Research Articles published by eLife are full-length studies that present important breakthroughs across the life sciences and biomedicine. There is no maximum length and no limits on the number of display items.
Fluid flow analysis reveals that both swimming and sessile ciliates achieve competitive nutrient uptake, resolving the long-standing debate over the hydrodynamic advantage of either strategy.
The carboxyl-terminal alanine-threonine-tailed protein ATP5α helps glioblastoma mitochondria maintain a high membrane potential and keep the permeability transition pore closed, thereby promoting tumor growth and increasing resistance to apoptosis.
Intrinsic conformational flexibility of a solute transporter is restrained by substrates, resulting in Na+ allosterically enhancing primary substrate binding through cooperative constraints on the dynamics of the cytoplasmic inner barrier.
Merle Marie Schuckart, Sandra Martin ... Jonas Obleser
Analyses of self-paced reading times reveal that linguistic prediction deteriorates under limited executive resources, with this resource sensitivity becoming markedly more pronounced with advancing age.
Marie-Cécile Dupas, Maria F Vincenti-Gonzalez ... Simon Dellicour
Post-2020, highly pathogenic avian influenza H5 circulation is characterised by spatially expanded ecological suitability, changes in key environmental predictors, and a wider range of avian species affected.
A novel F-actin-binding motif consisting of an α-helix hairpin from a Legionella pneumophila lysine fatty acyltransferase has the potential to be developed as an F-actin probe.
An innovative and scalable proximity labelling method profiled proteins present in the Caenorhabditis elegans brain during learning, identifying known regulators as well as novel biological pathways.
A microglia replacement approach demonstrates that brain macrophages with patient mutations from Aicardi–Goutières syndrome, a genetic, brain predominant interferonopathy, are sufficient to drive interferon responses.
Developmental electrophysiological adaptations and heat-sensitive proteins, such as TRPV3, in cortical excitatory neurons help maintain stable activity levels when brain temperature rises by 2–3°C during fever.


* _BRIEF_
From the entries, return every line where the string "Health" shows up.

[Recorded data]
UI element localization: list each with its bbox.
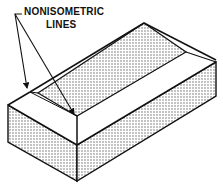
isometric-block-drawing [0,0,223,188]
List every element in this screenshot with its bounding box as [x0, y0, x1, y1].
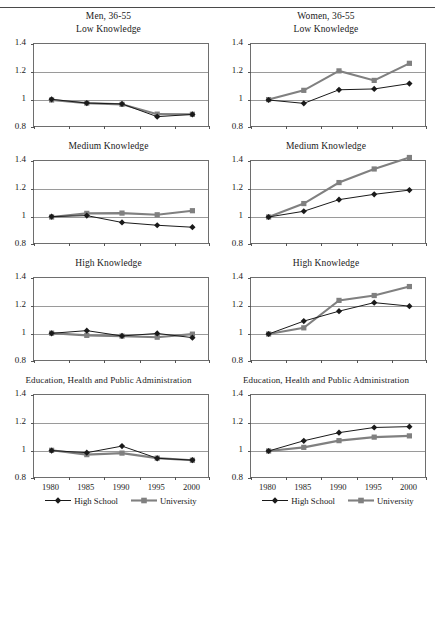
y-axis-tick-label: 0.8	[2, 356, 26, 365]
panel-title: Medium Knowledge	[217, 140, 435, 154]
plot-wrapper: 0.811.21.419801985199019952000	[0, 37, 217, 140]
plot-area	[250, 277, 426, 361]
series-layer	[251, 161, 427, 245]
y-axis-tick-label: 1.2	[219, 183, 243, 192]
y-axis-tick-label: 0.8	[219, 239, 243, 248]
y-axis-tick-label: 1	[2, 328, 26, 337]
x-axis-tick-label: 1980	[42, 482, 59, 492]
chart-panel: Medium Knowledge0.811.21.419801985199019…	[217, 140, 435, 257]
plot-wrapper: 0.811.21.419801985199019952000High Schoo…	[0, 388, 217, 506]
legend-label: University	[159, 496, 197, 507]
y-axis-tick-label: 1	[219, 211, 243, 220]
square-marker-icon	[131, 496, 157, 508]
y-axis-tick-label: 1	[2, 445, 26, 454]
x-axis-labels: 19801985199019952000	[33, 482, 209, 494]
plot-wrapper: 0.811.21.419801985199019952000High Schoo…	[217, 388, 434, 506]
plot-wrapper: 0.811.21.419801985199019952000	[217, 271, 434, 374]
square-marker-icon	[348, 496, 374, 508]
y-axis-tick-label: 0.8	[2, 239, 26, 248]
y-axis-tick-label: 0.8	[219, 473, 243, 482]
y-axis-tick-label: 1.2	[2, 183, 26, 192]
plot-area	[33, 43, 209, 127]
x-axis-tick-label: 1995	[148, 482, 165, 492]
plot-wrapper: 0.811.21.419801985199019952000	[217, 154, 434, 257]
plot-area	[33, 277, 209, 361]
plot-area	[250, 394, 426, 478]
plot-area	[33, 160, 209, 244]
panel-title: Low Knowledge	[0, 23, 217, 37]
y-axis-tick-label: 1.4	[2, 155, 26, 164]
series-layer	[251, 278, 427, 362]
y-axis-tick-label: 0.8	[219, 356, 243, 365]
series-layer	[251, 395, 427, 479]
chart-panel: Low Knowledge0.811.21.419801985199019952…	[217, 23, 435, 140]
x-axis-tick-label: 1985	[294, 482, 311, 492]
x-axis-tick-label: 1980	[259, 482, 276, 492]
y-axis-tick-label: 1.2	[2, 66, 26, 75]
legend-label: University	[376, 496, 414, 507]
legend-item-university: University	[348, 496, 414, 508]
panel-title: Low Knowledge	[217, 23, 435, 37]
panel-title: Medium Knowledge	[0, 140, 217, 154]
series-layer	[251, 44, 427, 128]
series-layer	[34, 44, 210, 128]
panel-title: High Knowledge	[217, 257, 435, 271]
plot-wrapper: 0.811.21.419801985199019952000	[0, 154, 217, 257]
plot-area	[33, 394, 209, 478]
chart-legend: High SchoolUniversity	[33, 496, 209, 508]
y-axis-tick-label: 1.4	[2, 389, 26, 398]
chart-panel: Low Knowledge0.811.21.419801985199019952…	[0, 23, 217, 140]
plot-wrapper: 0.811.21.419801985199019952000	[0, 271, 217, 374]
y-axis-tick-label: 1	[2, 211, 26, 220]
y-axis-tick-label: 1	[219, 94, 243, 103]
series-layer	[34, 161, 210, 245]
y-axis-tick-label: 1	[2, 94, 26, 103]
x-axis-tick-label: 1990	[330, 482, 347, 492]
y-axis-tick-label: 1.4	[2, 272, 26, 281]
column-heading: Women, 36-55	[217, 8, 435, 23]
plot-area	[250, 160, 426, 244]
y-axis-tick-label: 1.4	[219, 38, 243, 47]
legend-item-high-school: High School	[262, 496, 335, 508]
x-axis-tick-label: 1985	[77, 482, 94, 492]
panel-title: Education, Health and Public Administrat…	[217, 374, 435, 388]
plot-area	[250, 43, 426, 127]
legend-label: High School	[290, 496, 335, 507]
x-axis-tick-label: 1995	[365, 482, 382, 492]
y-axis-tick-label: 1	[219, 328, 243, 337]
diamond-marker-icon	[262, 496, 288, 508]
x-axis-tick-label: 2000	[183, 482, 200, 492]
y-axis-tick-label: 1.2	[219, 417, 243, 426]
chart-legend: High SchoolUniversity	[250, 496, 426, 508]
chart-panel: Medium Knowledge0.811.21.419801985199019…	[0, 140, 217, 257]
y-axis-tick-label: 1	[219, 445, 243, 454]
x-axis-tick-label: 1990	[113, 482, 130, 492]
chart-panel: High Knowledge0.811.21.41980198519901995…	[0, 257, 217, 374]
x-axis-labels: 19801985199019952000	[250, 482, 426, 494]
x-axis-tick-label: 2000	[400, 482, 417, 492]
y-axis-tick-label: 0.8	[2, 122, 26, 131]
y-axis-tick-label: 0.8	[219, 122, 243, 131]
series-layer	[34, 278, 210, 362]
y-axis-tick-label: 1.4	[219, 389, 243, 398]
y-axis-tick-label: 1.2	[219, 300, 243, 309]
panel-grid: Men, 36-55Women, 36-55Low Knowledge0.811…	[0, 8, 435, 506]
legend-label: High School	[73, 496, 118, 507]
chart-panel: High Knowledge0.811.21.41980198519901995…	[217, 257, 435, 374]
y-axis-tick-label: 1.4	[219, 272, 243, 281]
series-layer	[34, 395, 210, 479]
legend-item-university: University	[131, 496, 197, 508]
y-axis-tick-label: 1.4	[2, 38, 26, 47]
chart-panel: Education, Health and Public Administrat…	[0, 374, 217, 506]
diamond-marker-icon	[45, 496, 71, 508]
legend-item-high-school: High School	[45, 496, 118, 508]
chart-panel: Education, Health and Public Administrat…	[217, 374, 435, 506]
y-axis-tick-label: 1.2	[2, 417, 26, 426]
column-heading: Men, 36-55	[0, 8, 217, 23]
panel-title: Education, Health and Public Administrat…	[0, 374, 217, 388]
y-axis-tick-label: 0.8	[2, 473, 26, 482]
y-axis-tick-label: 1.4	[219, 155, 243, 164]
y-axis-tick-label: 1.2	[2, 300, 26, 309]
y-axis-tick-label: 1.2	[219, 66, 243, 75]
panel-title: High Knowledge	[0, 257, 217, 271]
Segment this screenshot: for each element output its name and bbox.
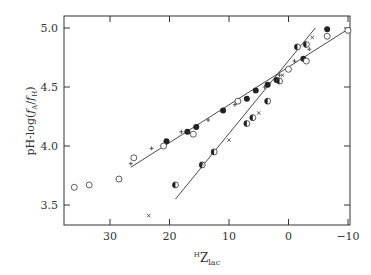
filled-circle-marker	[184, 129, 190, 135]
x-tick-label: 30	[103, 230, 117, 243]
x-axis-ticks: 3020100−10	[103, 16, 360, 243]
x-tick-label: 20	[163, 230, 177, 243]
open-circle-marker	[235, 98, 241, 104]
x-axis-label: HZlac	[194, 251, 221, 267]
cross-marker	[147, 214, 150, 217]
filled-circle-marker	[220, 108, 226, 114]
open-circle-marker	[116, 176, 122, 182]
cross-marker	[227, 138, 230, 141]
fit-line	[175, 28, 315, 199]
filled-circle-marker	[324, 26, 330, 32]
half-circle-marker	[211, 149, 217, 155]
open-circle-marker	[86, 182, 92, 188]
filled-circle-marker	[193, 124, 199, 130]
plus-marker	[150, 146, 154, 150]
open-circle-marker	[286, 66, 292, 72]
open-circle-marker	[303, 58, 309, 64]
half-circle-marker	[250, 115, 256, 121]
open-circle-marker	[161, 143, 167, 149]
cross-marker	[257, 111, 260, 114]
y-axis-label: pH-log(fA/fH)	[24, 86, 39, 155]
cross-marker	[311, 36, 314, 39]
y-tick-label: 3.5	[41, 199, 59, 212]
half-circle-marker	[265, 98, 271, 104]
fit-lines	[131, 28, 348, 199]
plus-marker	[307, 47, 311, 51]
x-tick-label: 10	[222, 230, 236, 243]
filled-circle-marker	[253, 88, 259, 94]
half-circle-marker	[303, 42, 309, 48]
y-tick-label: 5.0	[41, 22, 59, 35]
open-circle-marker	[190, 131, 196, 137]
half-circle-marker	[244, 121, 250, 127]
open-circle-marker	[71, 184, 77, 190]
half-circle-marker	[199, 162, 205, 168]
open-circle-marker	[324, 33, 330, 39]
plus-marker	[179, 130, 183, 134]
open-circle-marker	[131, 155, 137, 161]
y-tick-label: 4.0	[41, 140, 59, 153]
half-circle-marker	[277, 78, 283, 84]
chart: 3020100−10 3.54.04.55.0 pH-log(fA/fH) HZ…	[0, 0, 371, 275]
data-points	[71, 26, 351, 217]
half-circle-marker	[172, 182, 178, 188]
half-circle-marker	[294, 44, 300, 50]
y-tick-label: 4.5	[41, 81, 59, 94]
x-tick-label: 0	[285, 230, 292, 243]
x-tick-label: −10	[336, 230, 359, 243]
filled-circle-marker	[244, 96, 250, 102]
open-circle-marker	[345, 27, 351, 33]
plus-marker	[129, 162, 133, 166]
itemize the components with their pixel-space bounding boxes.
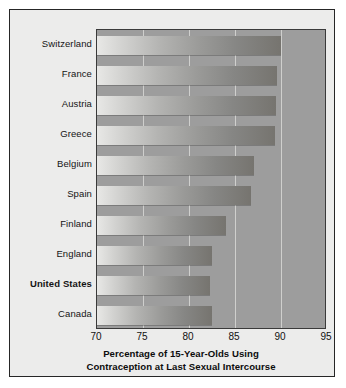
- x-tick-label-95: 95: [320, 331, 331, 342]
- bar-austria: [97, 96, 276, 115]
- y-axis-label-belgium: Belgium: [12, 158, 92, 169]
- y-axis-label-greece: Greece: [12, 128, 92, 139]
- bar-row: [97, 120, 325, 150]
- chart-title-line-1: Percentage of 15-Year-Olds Using: [34, 348, 328, 361]
- x-tick-label-70: 70: [90, 331, 101, 342]
- y-axis-labels: SwitzerlandFranceAustriaGreeceBelgiumSpa…: [10, 29, 92, 329]
- plot-area: [96, 29, 326, 329]
- y-axis-label-finland: Finland: [12, 218, 92, 229]
- chart-title: Percentage of 15-Year-Olds Using Contrac…: [34, 348, 328, 373]
- x-tick-label-75: 75: [136, 331, 147, 342]
- bar-united-states: [97, 276, 210, 295]
- chart-figure: SwitzerlandFranceAustriaGreeceBelgiumSpa…: [9, 9, 335, 377]
- y-axis-label-spain: Spain: [12, 188, 92, 199]
- bar-series: [97, 30, 325, 328]
- bar-row: [97, 150, 325, 180]
- y-axis-label-switzerland: Switzerland: [12, 38, 92, 49]
- y-axis-label-united-states: United States: [12, 278, 92, 289]
- x-axis: 707580859095: [96, 331, 326, 345]
- x-tick-label-80: 80: [182, 331, 193, 342]
- bar-row: [97, 180, 325, 210]
- bar-row: [97, 30, 325, 60]
- x-tick-label-90: 90: [274, 331, 285, 342]
- bar-row: [97, 270, 325, 300]
- bar-row: [97, 240, 325, 270]
- chart-title-line-2: Contraception at Last Sexual Intercourse: [34, 361, 328, 374]
- bar-row: [97, 300, 325, 330]
- bar-belgium: [97, 156, 254, 175]
- bar-row: [97, 90, 325, 120]
- bar-france: [97, 66, 277, 85]
- bar-spain: [97, 186, 251, 205]
- bar-row: [97, 60, 325, 90]
- y-axis-label-austria: Austria: [12, 98, 92, 109]
- bar-finland: [97, 216, 226, 235]
- bar-row: [97, 210, 325, 240]
- y-axis-label-england: England: [12, 248, 92, 259]
- bar-greece: [97, 126, 275, 145]
- x-tick-label-85: 85: [228, 331, 239, 342]
- bar-canada: [97, 306, 212, 325]
- bar-england: [97, 246, 212, 265]
- y-axis-label-canada: Canada: [12, 308, 92, 319]
- y-axis-label-france: France: [12, 68, 92, 79]
- bar-switzerland: [97, 36, 281, 55]
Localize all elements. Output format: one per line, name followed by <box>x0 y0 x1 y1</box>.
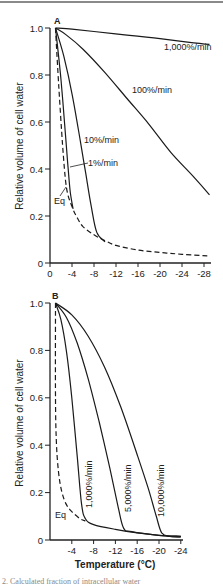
x-tick-label: -8 <box>89 545 97 556</box>
x-tick-label: -16 <box>131 268 145 279</box>
series-line-1min <box>56 28 74 209</box>
y-tick-label: 0.8 <box>30 70 43 81</box>
x-tick-label: -20 <box>153 268 167 279</box>
y-tick-label: 0.2 <box>30 487 43 498</box>
panel-b-x-axis-title: Temperature (°C) <box>75 559 156 570</box>
x-tick-label: -24 <box>174 545 188 556</box>
x-tick-label: -16 <box>130 545 144 556</box>
panel-b-label-5000: 5,000%/min <box>123 464 133 512</box>
x-tick-label: -12 <box>109 545 123 556</box>
series-line-100min <box>56 28 210 195</box>
figure-caption-partial: 2. Calculated fraction of intracellular … <box>2 577 140 586</box>
x-tick-label: -28 <box>197 268 211 279</box>
y-tick-label: 0.4 <box>30 440 43 451</box>
panel-b-letter: B <box>52 291 59 301</box>
panel-a-y-axis-label: Relative volume of cell water <box>14 82 25 210</box>
y-tick-label: 0.2 <box>30 211 43 222</box>
panel-a-pointer-1 <box>70 163 88 167</box>
y-tick-label: 0.6 <box>30 392 43 403</box>
panel-a-label-1000: 1,000%/min <box>164 42 212 52</box>
y-tick-label: 0.8 <box>30 345 43 356</box>
panel-a-label-eq: Eq <box>54 196 65 206</box>
panel-b-chart: B 1.00.80.60.40.20 -4-8-12-16-20-24 Rela… <box>14 291 188 570</box>
y-tick-label: 0 <box>38 258 43 269</box>
x-tick-label: -8 <box>90 268 98 279</box>
figure: A 1.00.80.60.40.20 0-4-8-12-16-20-24-28 … <box>0 0 223 586</box>
panel-a-x-ticks: 0-4-8-12-16-20-24-28 <box>47 263 211 279</box>
x-tick-label: -20 <box>152 545 166 556</box>
panel-a-letter: A <box>54 16 61 26</box>
x-tick-label: -4 <box>68 268 76 279</box>
panel-b-label-1000: 1,000%/min <box>84 460 94 508</box>
panel-a-label-1: 1%/min <box>88 158 118 168</box>
panel-a-chart: A 1.00.80.60.40.20 0-4-8-12-16-20-24-28 … <box>14 16 212 279</box>
x-tick-label: -12 <box>109 268 123 279</box>
panel-b-x-ticks: -4-8-12-16-20-24 <box>68 540 188 556</box>
panel-b-y-ticks: 1.00.80.60.40.20 <box>30 298 50 546</box>
panel-b-label-10000: 10,000%/min <box>156 464 166 517</box>
panel-b-y-axis-label: Relative volume of cell water <box>14 359 25 487</box>
panel-a-label-10: 10%/min <box>84 135 119 145</box>
panel-a-series <box>56 28 210 256</box>
panel-b-label-eq: Eq <box>55 510 66 520</box>
x-tick-label: -24 <box>175 268 189 279</box>
y-tick-label: 0 <box>38 535 43 546</box>
panel-a-pointer-eq <box>60 187 66 196</box>
x-tick-label: -4 <box>68 545 76 556</box>
panel-a-y-ticks: 1.00.80.60.40.20 <box>30 23 50 269</box>
x-tick-label: 0 <box>47 268 52 279</box>
series-line-eq <box>55 303 85 521</box>
panel-a-label-100: 100%/min <box>132 85 172 95</box>
y-tick-label: 0.6 <box>30 117 43 128</box>
y-tick-label: 0.4 <box>30 164 43 175</box>
y-tick-label: 1.0 <box>30 298 43 309</box>
series-line-eq <box>56 28 210 256</box>
y-tick-label: 1.0 <box>30 23 43 34</box>
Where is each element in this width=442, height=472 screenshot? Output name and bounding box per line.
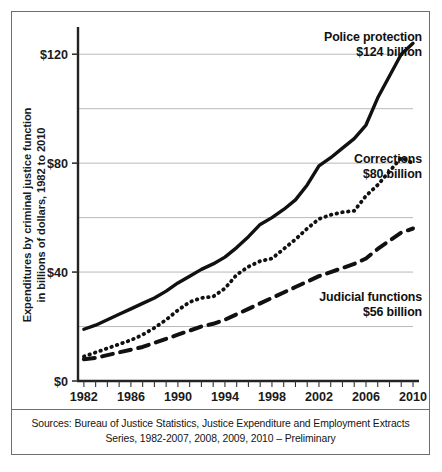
y-axis-title: Expenditures by criminal justice functio… bbox=[14, 60, 54, 370]
source-note-line2: Series, 1982-2007, 2008, 2009, 2010 – Pr… bbox=[16, 432, 425, 447]
annotation-police-value: $124 billion bbox=[324, 45, 422, 60]
annotation-judicial-functions: Judicial functions $56 billion bbox=[319, 290, 422, 320]
annotation-judicial-value: $56 billion bbox=[319, 305, 422, 320]
source-divider bbox=[12, 409, 429, 410]
x-tick-label-2002: 2002 bbox=[305, 390, 333, 404]
gridline-group bbox=[78, 54, 413, 326]
x-tick-label-1986: 1986 bbox=[117, 390, 145, 404]
annotation-judicial-name: Judicial functions bbox=[319, 290, 422, 304]
x-tick-label-1994: 1994 bbox=[211, 390, 239, 404]
source-note: Sources: Bureau of Justice Statistics, J… bbox=[16, 417, 425, 446]
y-axis-title-line1: Expenditures by criminal justice functio… bbox=[21, 108, 33, 323]
annotation-police-name: Police protection bbox=[324, 30, 422, 44]
x-tick-label-1990: 1990 bbox=[164, 390, 192, 404]
x-tick-label-1998: 1998 bbox=[258, 390, 286, 404]
x-tick-label-2010: 2010 bbox=[399, 390, 427, 404]
source-note-line1: Sources: Bureau of Justice Statistics, J… bbox=[16, 417, 425, 432]
series-line-police-protection bbox=[84, 43, 413, 329]
plot-wrapper: $0$40$80$120 198219861990199419982002200… bbox=[0, 0, 442, 472]
x-tick-label-1982: 1982 bbox=[70, 390, 98, 404]
y-tick-label-0: $0 bbox=[54, 375, 68, 389]
annotation-corrections-name: Corrections bbox=[354, 152, 422, 166]
line-chart: $0$40$80$120 198219861990199419982002200… bbox=[0, 0, 442, 472]
chart-figure: $0$40$80$120 198219861990199419982002200… bbox=[0, 0, 442, 472]
x-tick-label-group: 19821986199019941998200220062010 bbox=[70, 390, 427, 404]
annotation-corrections: Corrections $80 billion bbox=[354, 152, 422, 182]
annotation-police-protection: Police protection $124 billion bbox=[324, 30, 422, 60]
x-tick-label-2006: 2006 bbox=[352, 390, 380, 404]
x-tick-group bbox=[72, 54, 413, 387]
y-axis-title-line2: in billions of dollars, 1982 to 2010 bbox=[34, 108, 48, 323]
axis-group bbox=[77, 27, 419, 381]
annotation-corrections-value: $80 billion bbox=[354, 167, 422, 182]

* _FINAL ANSWER_
panel-title: Education, Health and Public Administrat…	[217, 374, 435, 388]
chart-panel: Education, Health and Public Administrat…	[0, 374, 217, 506]
chart-panel: Education, Health and Public Administrat…	[217, 374, 435, 506]
panel-title: Education, Health and Public Administrat…	[0, 374, 217, 388]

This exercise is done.